S’more is a little shy. Frankly, so am I. Weighing no more than five pounds, the three-day-old baby goat eyes me suspiciously from the corner of a low-slung shed. I stare back. I didn’t grow up doing 4H; I wasn’t raised on a farm; and I certainly wasn’t a member of the FFA, so I’m not entirely sure what to do here. I put out my hand and like a puppy, S’more inches over to sniff. Then, to my surprise, she gives my finger a lick. Two steps on her wobbly hooves later and she’s in my lap, cuddled nose to nose, a warm bundle of sweet fluff. “I think she likes you, Mom,” my five-year-old son, Wells, says. She just might—mission accomplished.
It’s kid season in Central Virginia and at Caromont Farm, a goat cheese producer just south of Charlottesville, that means it’s time to send in the goat snugglers.
Each spring, up to one hundred baby goats are born on the farm, and just like any newborn, the kids need love and play and attention and nuzzles in order to thrive. So Caromont began welcoming visitors to hold its tiniest members of the herd back in 2016. “The first year we did it, we had 2,000 people sign up,” says Gail Hobbs-Page, cheesemaker and Caromont owner.
Realizing she had an agritourism opportunity as well as award-winning cheese operation on her hands, Hobbs-Page decided to stretch out the season from a one-day-only open house to February through May. For the past five years, the snugglers, as Hobbs-Page refers to them, have helped acclimate the newest members of her herd to humans, a necessity that helps ensure easy milking once they’re of age. In exchange, visitors enjoy playing with the docile beasts for an allotted one hour and forty minutes.
Until COVID struck last March. “We lost all but a handful of our restaurant business overnight,” says Hobbs-Page, who supplies her cheeses to restaurants from Charlottesville to D.C. And she quickly realized that due to social distancing restrictions, the snuggle sessions would have to end too.
“Some of these people have come every year,” she says. “I’ve watched their children grow up.”
Hobbs-Page promised all ticket holders who stuck by Caromont when the pandemic hit that they would be given priority in this year’s season, which thanks to vaccine distributions and an easing of restrictions, began a few weeks ago.
This season, there’s something different about the snugglers themselves: “People need to hug something,” Hobbs-Page says. After months avoiding physical contact, ticket holders are overjoyed to spend $14 to hang out in a goat pen. There’s a whole new appreciation for the simple wonder of affection.
“My friend who just lost her father is sitting over there,” says Hobbs-Page, who looks toward a woman quietly clutching a long-eared Nubian goat. In the field just beyond sit three women in masks cheerfully chatting while eight baby goats rest, heaped among them—the picture of contentment.
All around the farm, human kids are playing with goat kids, wrestling and rocking and frolicking. “After all of this, children need to touch something and interact and play,” Hobbs-Page says. She’s not wrong. When our allotted time is up, it takes repeated pleas of “it’s time to go” to pry my son’s fingers away from the warm embrace of a black-and-white baby named Oreo.

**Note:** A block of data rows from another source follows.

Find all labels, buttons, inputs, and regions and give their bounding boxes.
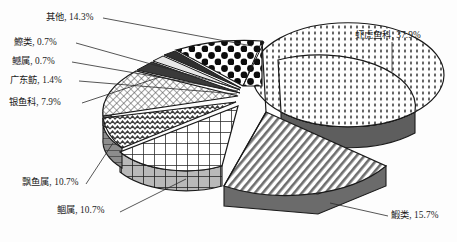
slice-label-gu-genus: 鲴属, 10.7% bbox=[57, 206, 105, 215]
pie-chart-figure: 其他, 14.3% 鰶类, 0.7% 鳡属, 0.7% 广东鲂, 1.4% 银鱼… bbox=[0, 0, 457, 242]
slice-label-silverfish: 银鱼科, 7.9% bbox=[9, 98, 61, 107]
slice-label-piao-genus: 飘鱼属, 10.7% bbox=[22, 178, 79, 187]
leader-line-xia bbox=[330, 203, 388, 216]
slice-label-goby: 虾虎鱼科, 37.9% bbox=[355, 31, 421, 40]
leader-line-other bbox=[103, 18, 252, 46]
slice-label-other: 其他, 14.3% bbox=[46, 13, 94, 22]
slice-label-xia: 鰕类, 15.7% bbox=[391, 211, 439, 220]
slice-label-shad: 鰶类, 0.7% bbox=[14, 38, 57, 47]
slice-label-gan-genus: 鳡属, 0.7% bbox=[12, 57, 55, 66]
slice-label-guangdong-fang: 广东鲂, 1.4% bbox=[10, 76, 62, 85]
leader-line-piao bbox=[86, 143, 113, 184]
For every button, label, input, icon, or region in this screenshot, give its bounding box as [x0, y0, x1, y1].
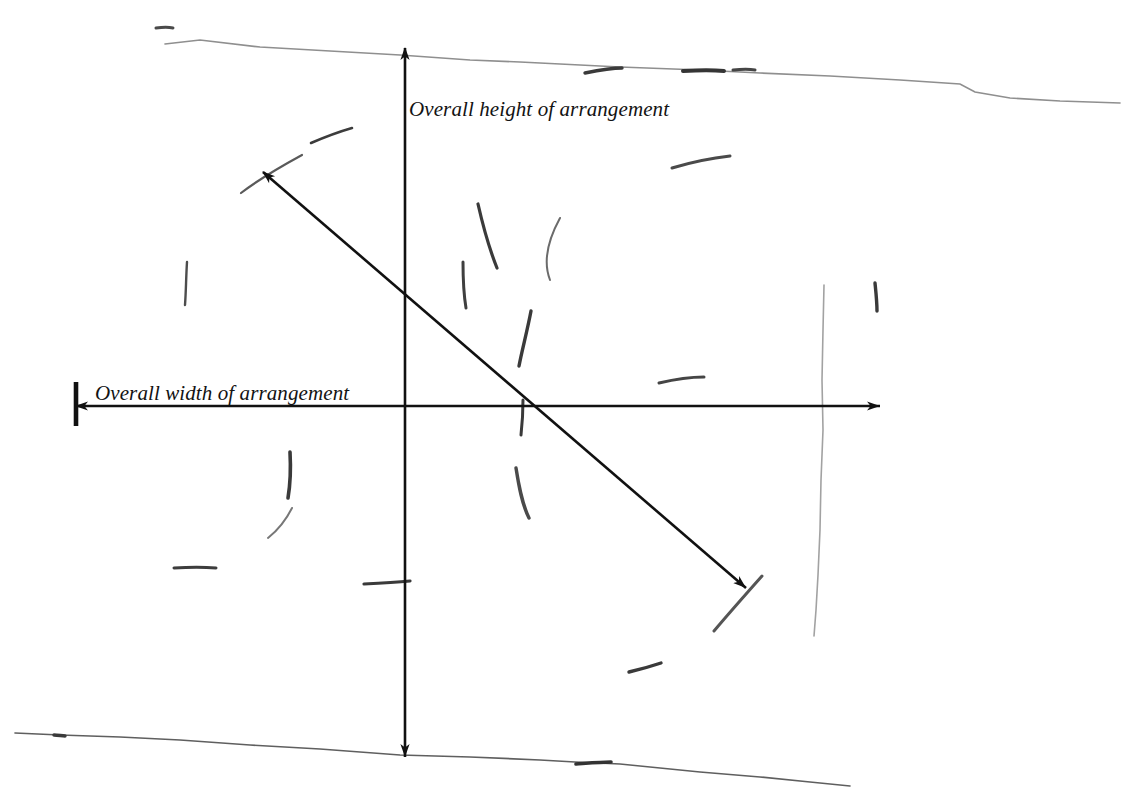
needle-stroke: [156, 27, 173, 28]
needle-stroke: [478, 204, 497, 268]
needle-stroke: [875, 283, 877, 311]
needle-stroke: [629, 663, 661, 672]
needle-stroke: [733, 69, 755, 70]
needle-stroke: [185, 262, 187, 305]
right-vertical-pencil-line: [814, 285, 824, 636]
needle-stroke: [463, 262, 466, 308]
needle-stroke: [659, 377, 704, 383]
needle-stroke: [516, 468, 529, 518]
overall-height-label: Overall height of arrangement: [409, 97, 669, 122]
needle-stroke: [311, 128, 352, 143]
needle-stroke: [683, 70, 724, 71]
lower-horizon-line: [15, 733, 850, 786]
needle-stroke: [547, 218, 560, 280]
upper-horizon-line: [165, 40, 1120, 103]
needle-stroke: [174, 567, 216, 568]
horizon-lines-group: [15, 40, 1120, 786]
needle-stroke: [54, 735, 65, 736]
overall-width-label: Overall width of arrangement: [95, 381, 349, 406]
needle-stroke: [576, 762, 611, 764]
needle-stroke: [268, 508, 292, 538]
needle-stroke: [519, 311, 531, 366]
needle-stroke: [672, 156, 730, 168]
needle-stroke: [364, 581, 410, 584]
hand-drawn-arrangement-figure: Overall height of arrangement Overall wi…: [0, 0, 1121, 790]
needle-stroke: [241, 155, 302, 193]
needle-stroke: [714, 576, 762, 631]
needle-stroke: [585, 68, 622, 73]
needle-stroke: [288, 452, 290, 498]
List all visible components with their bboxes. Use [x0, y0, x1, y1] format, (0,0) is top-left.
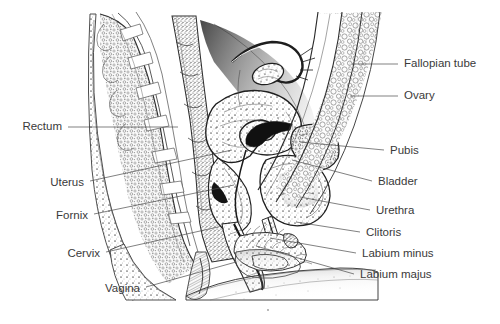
label-vagina: Vagina — [105, 282, 141, 294]
label-clitoris: Clitoris — [366, 226, 401, 238]
label-rectum: Rectum — [22, 120, 62, 132]
label-bladder: Bladder — [378, 175, 418, 187]
label-fallopian-tube: Fallopian tube — [404, 57, 476, 69]
label-cervix: Cervix — [67, 247, 100, 259]
label-labium-minus: Labium minus — [362, 247, 434, 259]
label-ovary: Ovary — [404, 89, 435, 101]
label-uterus: Uterus — [50, 176, 84, 188]
label-fornix: Fornix — [56, 209, 88, 221]
label-labium-majus: Labium majus — [360, 268, 432, 280]
figure-canvas: Rectum Uterus Fornix Cervix Vagina Fallo… — [0, 0, 500, 324]
label-urethra: Urethra — [376, 204, 415, 216]
label-pubis: Pubis — [390, 144, 419, 156]
anatomical-illustration: Rectum Uterus Fornix Cervix Vagina Fallo… — [0, 0, 500, 324]
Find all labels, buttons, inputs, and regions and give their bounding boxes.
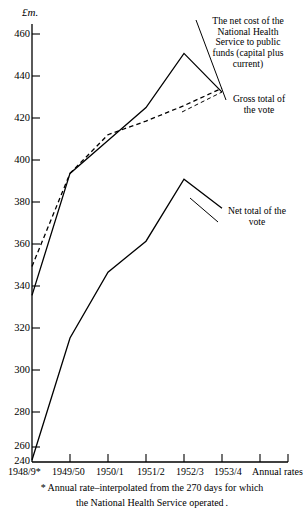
series-line-net-total bbox=[32, 179, 222, 460]
gross-total-annotation-line-2: the vote bbox=[244, 104, 275, 115]
x-axis-ticks bbox=[70, 454, 288, 462]
net-total-annotation: Net total of the vote bbox=[214, 206, 300, 227]
y-axis-ticks bbox=[32, 34, 40, 447]
net-cost-annotation-line-3: Service to public bbox=[215, 36, 280, 47]
series-line-net-cost bbox=[32, 88, 222, 266]
net-cost-annotation-line-1: The net cost of the bbox=[212, 15, 283, 26]
x-tick-label-1949-50: 1949/50 bbox=[52, 466, 85, 477]
net-cost-annotation-line-2: National Health bbox=[217, 26, 278, 37]
net-total-annotation-line-2: vote bbox=[249, 216, 266, 227]
net-total-annotation-line-1: Net total of the bbox=[228, 205, 286, 216]
x-tick-label-1950-1: 1950/1 bbox=[96, 466, 124, 477]
leader-line-gross-total bbox=[182, 92, 222, 112]
net-cost-annotation: The net cost of the National Health Serv… bbox=[196, 16, 300, 70]
x-tick-label-1951-2: 1951/2 bbox=[137, 466, 165, 477]
net-cost-annotation-line-4: funds (capital plus bbox=[213, 47, 284, 58]
x-tick-label-1952-3: 1952/3 bbox=[176, 466, 204, 477]
footnote-line-2: the National Health Service operated . bbox=[0, 497, 304, 510]
footnote-line-1: * Annual rate–interpolated from the 270 … bbox=[0, 482, 304, 495]
chart-figure: £m. 460 440 420 400 380 360 340 320 300 … bbox=[0, 0, 304, 518]
gross-total-annotation: Gross total of the vote bbox=[218, 94, 300, 115]
series-line-gross-total bbox=[32, 53, 222, 295]
x-tick-label-1953-4: 1953/4 bbox=[214, 466, 242, 477]
x-tick-label-1948-9: 1948/9* bbox=[8, 466, 41, 477]
gross-total-annotation-line-1: Gross total of bbox=[233, 93, 285, 104]
plot-canvas bbox=[0, 0, 304, 518]
net-cost-annotation-line-5: current) bbox=[233, 58, 263, 69]
x-axis-caption: Annual rates bbox=[252, 466, 303, 477]
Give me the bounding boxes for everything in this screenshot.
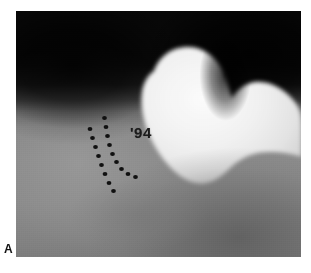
dotted-line-outer (88, 127, 116, 193)
dotted-reference-lines (16, 11, 301, 257)
hip-radiograph-image: '94 (16, 11, 301, 257)
date-annotation: '94 (130, 125, 152, 140)
panel-label: A (4, 243, 13, 255)
figure-root: '94 A (0, 0, 311, 273)
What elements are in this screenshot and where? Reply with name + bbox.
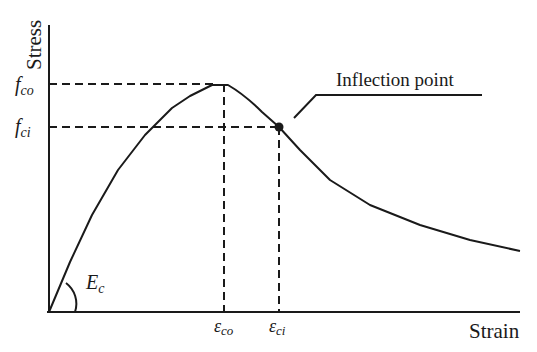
- eco-tick-label: εco: [214, 316, 234, 338]
- modulus-angle-arc: [66, 283, 76, 312]
- fco-tick-label: fco: [15, 73, 34, 98]
- modulus-sub: c: [98, 281, 105, 296]
- inflection-point-label: Inflection point: [336, 69, 454, 90]
- fco-sub: co: [21, 83, 34, 98]
- y-axis-label: Stress: [22, 20, 46, 70]
- stress-strain-diagram: Stress Strain Inflection point fco fci ε…: [0, 0, 537, 352]
- eco-sub: co: [221, 323, 234, 338]
- fci-sub: ci: [21, 125, 31, 140]
- modulus-main: E: [85, 271, 98, 293]
- stress-strain-curve: [49, 85, 520, 312]
- eci-tick-label: εci: [269, 316, 286, 338]
- inflection-leader-line: [294, 95, 482, 118]
- fci-tick-label: fci: [15, 115, 31, 140]
- inflection-point-marker: [275, 123, 284, 132]
- reference-lines: [49, 84, 279, 312]
- modulus-label: Ec: [85, 271, 105, 296]
- x-axis-label: Strain: [469, 319, 520, 343]
- eci-sub: ci: [276, 323, 286, 338]
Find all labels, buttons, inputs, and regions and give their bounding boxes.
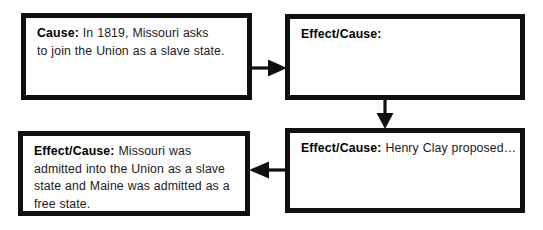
node-cause-text: Cause: In 1819, Missouri asks to join th… xyxy=(37,25,238,60)
node-effect-clay-text: Effect/Cause: Henry Clay proposed… xyxy=(301,140,511,158)
diagram-node-effect-blank[interactable]: Effect/Cause: xyxy=(285,14,525,100)
diagram-node-effect-clay: Effect/Cause: Henry Clay proposed… xyxy=(285,128,525,213)
node-effect-blank-label: Effect/Cause: xyxy=(301,27,382,41)
node-cause-label: Cause: xyxy=(37,26,79,40)
arrow-down-icon xyxy=(372,98,398,130)
arrow-right-icon xyxy=(250,56,288,80)
diagram-node-cause: Cause: In 1819, Missouri asks to join th… xyxy=(21,13,252,100)
diagram-node-effect-final: Effect/Cause: Missouri was admitted into… xyxy=(18,131,250,216)
node-effect-clay-label: Effect/Cause: xyxy=(301,141,382,155)
arrow-left-icon xyxy=(248,158,288,182)
node-effect-final-label: Effect/Cause: xyxy=(34,144,115,158)
node-effect-blank-text: Effect/Cause: xyxy=(301,26,511,44)
node-effect-clay-body: Henry Clay proposed… xyxy=(382,141,517,155)
cause-effect-diagram: Cause: In 1819, Missouri asks to join th… xyxy=(0,0,543,230)
node-effect-final-text: Effect/Cause: Missouri was admitted into… xyxy=(34,143,236,213)
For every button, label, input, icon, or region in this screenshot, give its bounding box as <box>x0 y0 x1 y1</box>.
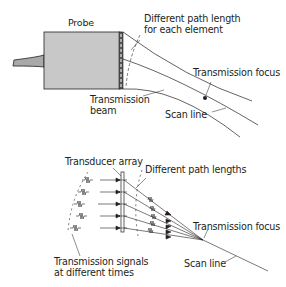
path-length-label-line2: for each element <box>144 24 223 35</box>
transmission-beam-label-line1: Transmission <box>90 94 150 105</box>
transducer-array-label: Transducer array <box>65 156 143 167</box>
probe-body <box>44 32 120 89</box>
transducer-array-bar <box>121 172 124 232</box>
transmission-beam-label-line2: beam <box>90 105 116 116</box>
signals-label-line2: at different times <box>54 267 134 278</box>
transmission-focus-dot <box>203 96 207 100</box>
diagram-graphics <box>0 0 286 287</box>
ultrasound-focusing-diagram: Probe Different path length for each ele… <box>0 0 286 287</box>
different-path-lengths-label: Different path lengths <box>145 164 246 175</box>
scan-line-label-bottom: Scan line <box>184 258 226 269</box>
signals-label-line1: Transmission signals <box>54 256 148 267</box>
transmission-focus-label-bottom: Transmission focus <box>193 221 280 232</box>
transmission-signals <box>68 172 120 232</box>
transmission-focus-label: Transmission focus <box>193 67 280 78</box>
path-length-label-line1: Different path length <box>144 13 240 24</box>
probe-cable <box>13 55 44 67</box>
scan-line-label: Scan line <box>165 109 207 120</box>
probe-label: Probe <box>68 17 94 28</box>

“Can we get some goats, Mom?” my son asks in a tone that somehow has me considering a new vocation as a goatherd. I dodge the question with the old reliable: “Ask your father.”
“We do have that back field,” I can’t believe I hear my husband saying. We stop by the farm stand, procrastinating, to buy truffle chevre. None of us really want to leave. Not after the year we’ve been through. Turns out, snuggling emotional support livestock was our family’s antidote to pandemic fatigue. Goat figure.